The work has also brought me closer to understanding the technical reasons why such inequalities develop inside the models. The problem is far deeper than gaps in training data. By design, LLMs also tend to reproduce and reinforce the most statistically prevalent ideas, creating a feedback loop that narrows the scope of accessible human knowledge.

Why so? The internal representation of knowledge in an LLM is not uniform. Concepts that appear more frequently, more prominently or across a wider range of contexts in the training data tend to be more strongly encoded. For example, if pizza is commonly mentioned as a favourite food across a broad set of training texts, when asked “what’s your favourite food?”, the model is more likely to respond with “pizza” because that association is more statistically prominent.

More subtly, the model’s output distribution does not directly reflect the frequency of ideas in the training data. Instead, LLMs often amplify dominant patterns or ideas in a way that distorts their original proportions. This phenomenon can be referred to as “mode amplification”.

And beyond merely reflecting existing knowledge hierarchies, GenAI has the capacity to amplify them, as human behaviour changes alongside it. The integration of AI overviews in search engines, along with the growing popularity of AI-powered search engines such as Perplexity, underscores this shift.

As AI-generated content has started to fill the internet, it adds another layer of amplification to ideas that are already popular online. The internet, as the primary source of knowledge for AI models, becomes recursively influenced by the very outputs those models generate. With each training cycle, new models increasingly rely on AI-generated content. This risks creating a feedback loop where dominant ideas are continuously amplified while long-tail or niche knowledge fades from view.

The AI researcher Andrew Peterson describes this phenomenon as “knowledge collapse”: a gradual narrowing of the information humans can access, along with a declining awareness of alternative or obscure viewpoints. As LLMs are trained on data shaped by previous AI outputs, underrepresented knowledge can become less visible – not because it lacks merit, but because it is less frequently retrieved or cited. Peterson also warns of the “streetlight effect”, named after the joke where a person searches for lost keys under a streetlight at night because that’s where the light is brightest. In the context of AI, this would be people searching where it’s easiest rather than where it’s most meaningful.

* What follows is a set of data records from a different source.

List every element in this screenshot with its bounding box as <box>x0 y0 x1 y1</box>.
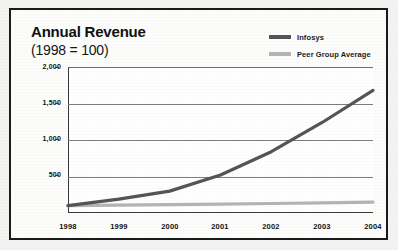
x-tick-label-1998: 1998 <box>48 222 88 231</box>
x-tick-label-2003: 2003 <box>302 222 342 231</box>
x-tick-label-1999: 1999 <box>99 222 139 231</box>
series-layer <box>68 67 373 213</box>
figure-frame: Annual Revenue (1998 = 100) Infosys Peer… <box>9 8 388 240</box>
legend-item-infosys: Infosys <box>269 30 394 44</box>
series-line-peer-group-average <box>68 202 373 206</box>
legend-label-infosys: Infosys <box>297 33 324 42</box>
chart-subtitle: (1998 = 100) <box>31 42 108 58</box>
legend-swatch-infosys <box>269 35 291 39</box>
y-tick-mark-1500 <box>55 103 59 104</box>
y-tick-mark-1000 <box>55 139 59 140</box>
legend-swatch-peer-group-average <box>269 52 291 56</box>
plot-area <box>68 67 373 213</box>
legend-label-peer-group-average: Peer Group Average <box>297 50 371 59</box>
legend-item-peer-group-average: Peer Group Average <box>269 47 394 61</box>
y-tick-mark-500 <box>55 175 59 176</box>
page-title: Annual Revenue <box>31 23 146 40</box>
x-tick-label-2001: 2001 <box>200 222 240 231</box>
series-line-infosys <box>68 90 373 205</box>
chart-legend: Infosys Peer Group Average <box>269 30 394 64</box>
x-tick-label-2002: 2002 <box>251 222 291 231</box>
chart-screenshot: Annual Revenue (1998 = 100) Infosys Peer… <box>0 0 398 250</box>
y-tick-mark-2000 <box>55 67 59 68</box>
x-tick-label-2000: 2000 <box>150 222 190 231</box>
x-tick-label-2004: 2004 <box>353 222 393 231</box>
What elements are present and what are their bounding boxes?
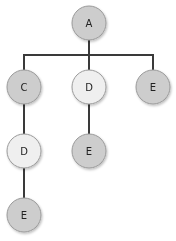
node-label: D [20, 146, 28, 157]
tree-node-c: C [7, 70, 41, 104]
tree-node-a: A [72, 6, 106, 40]
tree-node-e-leaf: E [7, 198, 41, 232]
node-label: C [21, 82, 28, 93]
tree-node-d: D [72, 70, 106, 104]
node-label: E [21, 210, 27, 221]
node-label: E [86, 146, 92, 157]
tree-node-d-child-of-c: D [7, 134, 41, 168]
node-label: D [85, 82, 93, 93]
edges [23, 40, 154, 198]
node-label: A [86, 18, 93, 29]
tree-node-e-child-of-d: E [72, 134, 106, 168]
tree-diagram: A C D E D E E [0, 0, 176, 241]
node-label: E [150, 82, 156, 93]
tree-node-e: E [136, 70, 170, 104]
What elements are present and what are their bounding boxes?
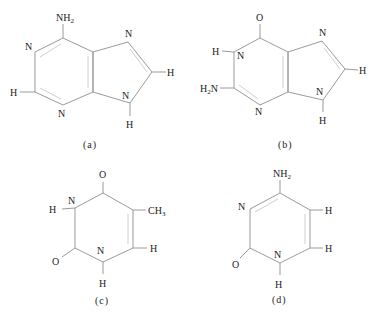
o4-label: O [99,169,106,180]
h6-label: H [325,243,332,254]
h6-label: H [150,243,157,254]
n3-label: N [68,195,75,206]
n9-label: N [316,86,323,97]
caption-b: (b) [278,139,293,151]
n1-label: N [97,245,104,256]
nh2-label: NH2 [56,12,74,25]
o2-label: O [232,259,239,270]
nucleobase-figure: NH2 N H N N H N H (a) O H N H2N N N H N … [0,0,379,318]
guanine-six-ring [234,38,288,105]
structure-c-thymine: O N H CH3 H N H O (c) [49,169,166,307]
o2-label: O [52,256,59,267]
n1-label: N [237,50,244,61]
n1-label: N [25,41,32,52]
caption-c: (c) [95,295,109,307]
n1-label: N [274,249,281,260]
structure-b-guanine: O H N H2N N N H N H (b) [200,12,366,151]
adenine-six-ring [35,38,93,105]
structure-d-cytosine: NH2 N H H N H O (d) [232,168,332,306]
h3-label: H [49,204,56,215]
nh2-label: NH2 [273,168,291,181]
h2-label: H [10,87,17,98]
h9-label: H [319,115,326,126]
h1-label: H [275,279,282,290]
ch3-label: CH3 [148,205,166,218]
o6-label: O [256,12,263,23]
structure-a-adenine: NH2 N H N N H N H (a) [10,12,174,151]
caption-a: (a) [83,139,97,151]
n7-label: N [125,28,132,39]
n7-label: N [319,27,326,38]
n9-label: N [122,90,129,101]
h2n-label: H2N [200,83,218,96]
n3-label: N [238,201,245,212]
h1-label: H [99,278,106,289]
h9-label: H [126,119,133,130]
n3-label: N [58,108,65,119]
caption-d: (d) [272,294,287,306]
h8-label: H [359,65,366,76]
h1-label: H [212,46,219,57]
h8-label: H [167,67,174,78]
h5-label: H [325,205,332,216]
n3-label: N [255,106,262,117]
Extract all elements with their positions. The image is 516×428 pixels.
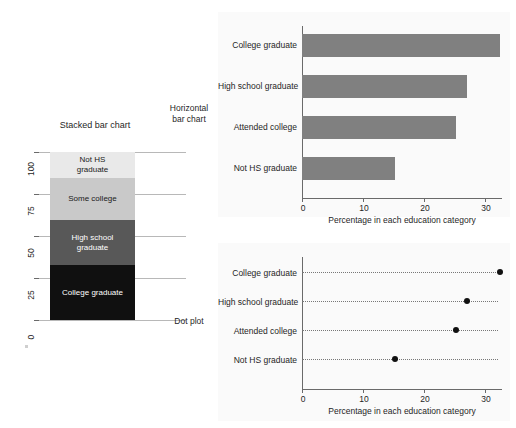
ytick-label-75: 75 (26, 195, 36, 227)
xtick-label-20: 20 (410, 203, 440, 213)
xtick-mark-0 (302, 198, 303, 202)
stacked-segment-high-school-graduate: High school graduate (50, 220, 135, 265)
bar-attended-college (302, 116, 456, 139)
stacked-segment-label: College graduate (62, 288, 123, 298)
category-label-college-graduate: College graduate (218, 40, 297, 50)
ytick-label-0: 0 (26, 321, 36, 353)
bar-high-school-graduate (302, 75, 467, 98)
xtick-label-30: 30 (471, 203, 501, 213)
stacked-segment-college-graduate: College graduate (50, 265, 135, 320)
x-axis-label: Percentage in each education category (262, 406, 516, 416)
figure-three-education-charts: Stacked bar chart 100 75 50 25 0 College… (0, 0, 516, 428)
category-label-not-hs-graduate: Not HS graduate (218, 355, 297, 365)
bar-not-hs-graduate (302, 157, 395, 180)
stacked-segment-some-college: Some college (50, 178, 135, 221)
xtick-label-0: 0 (288, 203, 318, 213)
horizontal-bar-chart-panel: 0 10 20 30 Percentage in each education … (218, 12, 510, 217)
xtick-mark-30 (485, 198, 486, 202)
x-axis-label: Percentage in each education category (262, 215, 516, 225)
dot-plot-panel-label: Dot plot (152, 316, 226, 327)
dot-not-hs-graduate (392, 356, 399, 363)
dot-college-graduate (497, 269, 504, 276)
xtick-label-10: 10 (349, 394, 379, 404)
ytick-label-100: 100 (26, 153, 36, 185)
guide-line-college-graduate (302, 272, 498, 274)
xtick-mark-30 (485, 389, 486, 393)
xtick-mark-10 (363, 389, 364, 393)
xtick-label-20: 20 (410, 394, 440, 404)
ytick-label-50: 50 (26, 237, 36, 269)
y-axis-line (302, 257, 303, 389)
guide-line-not-hs-graduate (302, 359, 498, 361)
horizontal-bar-chart-panel-label: Horizontal bar chart (152, 103, 226, 124)
guide-line-attended-college (302, 330, 498, 332)
stray-mark (25, 345, 28, 348)
xtick-mark-20 (424, 198, 425, 202)
x-axis-line (302, 198, 502, 199)
xtick-label-10: 10 (349, 203, 379, 213)
bar-college-graduate (302, 34, 500, 57)
dot-plot-panel: 0 10 20 30 Percentage in each education … (218, 243, 510, 421)
stacked-segment-label: High school graduate (72, 233, 114, 253)
xtick-label-0: 0 (288, 394, 318, 404)
dot-attended-college (453, 327, 460, 334)
stacked-segment-label: Some college (68, 194, 116, 204)
category-label-college-graduate: College graduate (218, 268, 297, 278)
stacked-segment-label: Not HS graduate (77, 155, 109, 175)
category-label-attended-college: Attended college (218, 326, 297, 336)
x-axis-line (302, 389, 502, 390)
category-label-high-school-graduate: High school graduate (218, 81, 297, 91)
xtick-label-30: 30 (471, 394, 501, 404)
xtick-mark-20 (424, 389, 425, 393)
dot-high-school-graduate (464, 298, 471, 305)
stacked-segment-not-hs-graduate: Not HS graduate (50, 152, 135, 178)
category-label-attended-college: Attended college (218, 122, 297, 132)
xtick-mark-0 (302, 389, 303, 393)
category-label-high-school-graduate: High school graduate (218, 297, 297, 307)
xtick-mark-10 (363, 198, 364, 202)
ytick-label-25: 25 (26, 279, 36, 311)
category-label-not-hs-graduate: Not HS graduate (218, 163, 297, 173)
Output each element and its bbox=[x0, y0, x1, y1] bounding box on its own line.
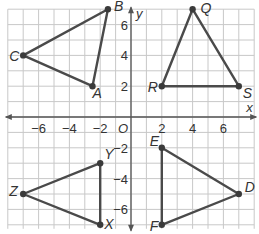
vertex-label-s: S bbox=[243, 85, 253, 101]
x-axis-label: x bbox=[245, 100, 253, 115]
x-tick-label: −2 bbox=[93, 121, 108, 136]
y-tick-label: −6 bbox=[113, 202, 128, 217]
y-tick-label: −4 bbox=[113, 172, 128, 187]
x-tick-label: −4 bbox=[62, 121, 77, 136]
vertex-label-b: B bbox=[114, 0, 123, 14]
triangle-outline bbox=[162, 148, 239, 225]
triangle-outline bbox=[23, 9, 108, 86]
vertex-point-r bbox=[159, 83, 165, 89]
vertex-point-s bbox=[236, 83, 242, 89]
vertex-label-e: E bbox=[150, 133, 160, 149]
y-tick-label: 4 bbox=[121, 48, 128, 63]
y-axis-arrow-down-icon bbox=[128, 225, 134, 232]
vertex-label-z: Z bbox=[8, 183, 18, 199]
y-axis-label: y bbox=[135, 6, 144, 21]
vertex-point-e bbox=[159, 145, 165, 151]
vertex-point-q bbox=[189, 6, 195, 12]
vertex-point-b bbox=[105, 6, 111, 12]
vertex-label-a: A bbox=[92, 85, 102, 101]
vertex-point-x bbox=[97, 222, 103, 228]
vertex-point-z bbox=[20, 191, 26, 197]
x-tick-label: 6 bbox=[220, 121, 227, 136]
vertex-label-c: C bbox=[9, 48, 20, 64]
y-tick-label: −2 bbox=[113, 141, 128, 156]
x-tick-label: 4 bbox=[189, 121, 196, 136]
vertex-label-f: F bbox=[150, 218, 160, 234]
origin-label: O bbox=[118, 121, 128, 136]
vertex-label-d: D bbox=[245, 179, 255, 195]
triangle-xyz: XYZ bbox=[8, 146, 115, 232]
vertex-point-d bbox=[236, 191, 242, 197]
vertex-point-c bbox=[20, 52, 26, 58]
triangle-outline bbox=[162, 9, 239, 86]
triangle-qrs: QRS bbox=[148, 0, 253, 101]
x-tick-label: 2 bbox=[158, 121, 165, 136]
y-tick-label: 2 bbox=[121, 79, 128, 94]
vertex-point-f bbox=[159, 222, 165, 228]
y-tick-label: 6 bbox=[121, 18, 128, 33]
coordinate-plane: xyO −6−4−2246642−2−4−6 ABCQRSXYZDEF bbox=[0, 0, 259, 234]
vertex-label-x: X bbox=[103, 216, 114, 232]
vertex-label-r: R bbox=[148, 79, 158, 95]
x-tick-label: −6 bbox=[31, 121, 46, 136]
vertex-label-q: Q bbox=[201, 0, 212, 16]
x-axis-arrow-left-icon bbox=[5, 114, 12, 120]
vertex-point-y bbox=[97, 160, 103, 166]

Over time, this would result in a degenerative narrowing of the public knowledge base.

Allow me to summarize:
AI inevitably generates model collapse and knowledge collapse.
AI extinguishes fulfillment by extinguishing the tacit knowledge of doing.
This concentrates power in the hands of those who own and control the AI gearing while disempowering everyone who accepts AI’s dripline of “answers” and implicit promise that purposeless idleness is fulfillment when it is actually a prison of debilitating powerlessness.